Link to the first almost passable strip of the week.
If Livinia lost her main character status due to being too bland, Roland had the opposite problem. In the very first year of Funky Winkerbean, Roland Mathews had the strongest characterization of anyone. It’s apparent from the second strip he appears in.

He’s an ‘activist’. But unlike Livinia, his activism is vague and almost always played for laughs. The joke is usually Roland’s underlying hypocrisy, or the way he uses his ostensive political stances to ego trip and divert responsibility.



In the first couple years of FW, when he isn’t just rounding out the trio of guys, he has three recurring gags/storylines:
First is his rivalry with ‘Wicked’ Wanda, a student who is a women’s lib activist. These strips invariably lead to a sign smashing gag.



Second is his underground newspaper that Funky often helps with.




And third is his antagonistic relationship with his unnamed father, who is always shown sitting in front of the TV like he is some kind of bald chair-human hybrid.




As was shown in my spreadsheet yesterday, Roland shows up quite a bit in that first year, with 57 appearances. A distant third behind Les and Funky, but handily beating Livinia. He continues to show up regularly in 1973, though it’s clear that Crazy Harry has supplanted him. By 1974, Roland is on his way out. He shows up 10 times that year, 5 times in relation to his dad.
There’s the last mentions of his underground paper.


And, on September 3, 1974, his last appearance at school.




What is really really weird is that his chair!dad has continued to show up a few times since then, most ‘recently’ on 1/10/76. He seems to be taking a protoCrankshaft role.
Did Batiuk intend to write the topical and tragic story of a passionate teen with an uncaring and emotionally abusive parent lashing out against society, acting out at school, and eventually dropping out? Presumably leaving home with an incomplete education and no support structure, and disappearing into the world like so many hurting and alienated young people of his generation?


I’d put a sizable chunk of change on NO. Batiuk stopped using Roland because he’d decided to stop pulling from the counter-culture so much. On my first read through of 1972, I was shocked at how political it was. Batiuk doesn’t have his characters preaching THE TRUTH from a soapbox, like he does now, but he was constantly referencing politics, social issues, and the environment, usually with a kind of helpless sardonicism. It’s so weird that FW of 2022 feels more ‘hopeful.’ The preachy characters of today are a call to action to fix Batiuk’s pet problem of the week. The 1972 FW characters can’t change anything, and the joke is they try.
FW starts off with this chip on its shoulder, personified in Roland. It references the hippie values and politics because it’s trying to prove that, “It’s not like most strips.”
From the very beginning, I had some definite ideas about how I wanted to approach a teen strip.

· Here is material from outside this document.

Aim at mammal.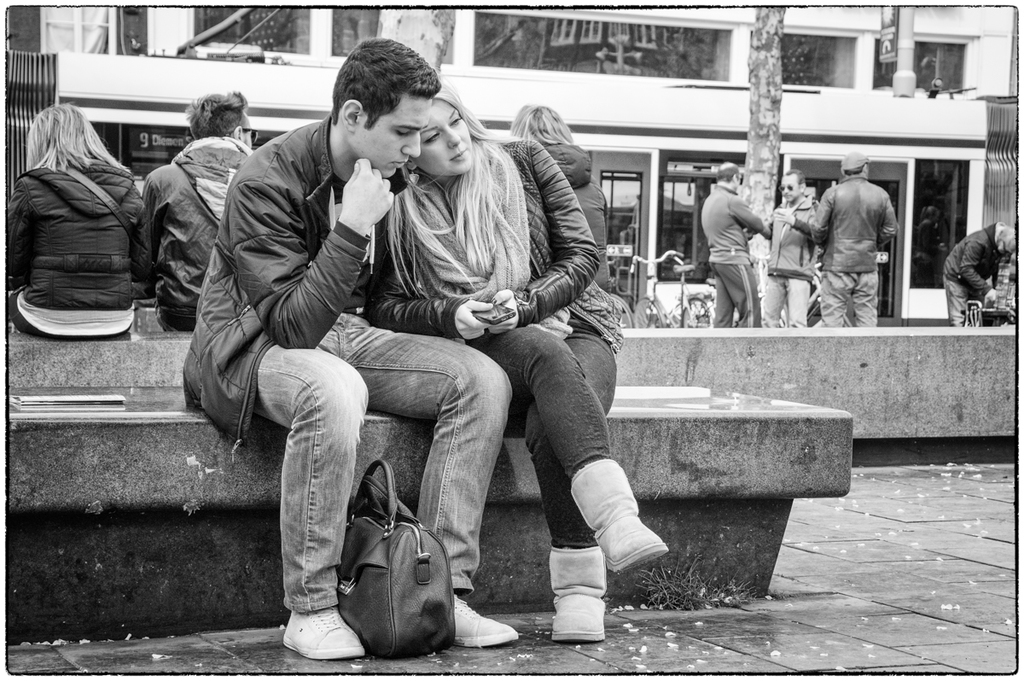
Aimed at 136/87/255/327.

The crop of teen strips in the early seventies seemed oblivious to the time in which they existed. The enormous changes taking place in the youth culture were quickly making the strips with the jalopies and letter sweaters irrelevant… I decided to avoid the standard teen strip clichés. There would be no teenagers hanging on the phone or parents yelling at them to clean up their rooms; there would be no letter-sweatered football hero trying to decide which cheerleader he wanted to date. Instead, I was going to write about the realities of the school that I knew, from the tedium of being an unheralded and unrecognizable member of the band to the horrors of having to climb the dreaded rope in gym class. Rather than focus on jocks and cheerleaders, I was going to write about everyone else.
From the introduction to The Complete Funky Winkerbean Vol. One
Of course, that quote just shows how willfully myopic Batiuk has always been. He wants so badly to be unique, that he builds up a fake version of something to put himself next to. I’ve never read much Archie comics, but I am sure that it’s not a shallow as he wants it to be. And the irony is his strip relatively quickly morphed into something rife with teen cliches. Crazy Harry steps in with his wacky personality, and omnipresent hat, and apolitical non-confrontational weirdness, and Roland disappears. Roland was angry. Crazy is effervescent, his antics just confuse and amuse those around him.

As BillyTheSkink pointed out a few days ago, Roland did show up at the 2008 Reunion. He looks like he’d just gotten off work at the hardware store, and has what BTS calls “the haircut my grandfather was given when he joined the Air Force (and kept for the rest of his life).”

So that’s my headcanon now. After dropping out of school, Roland joined the Air Force, where he worked in logistics and communications. Finally getting the structure and support he needed and working in an organization that he felt got things done, he mellowed out. He became a successful small business owner and votes straight ticket GOP every election.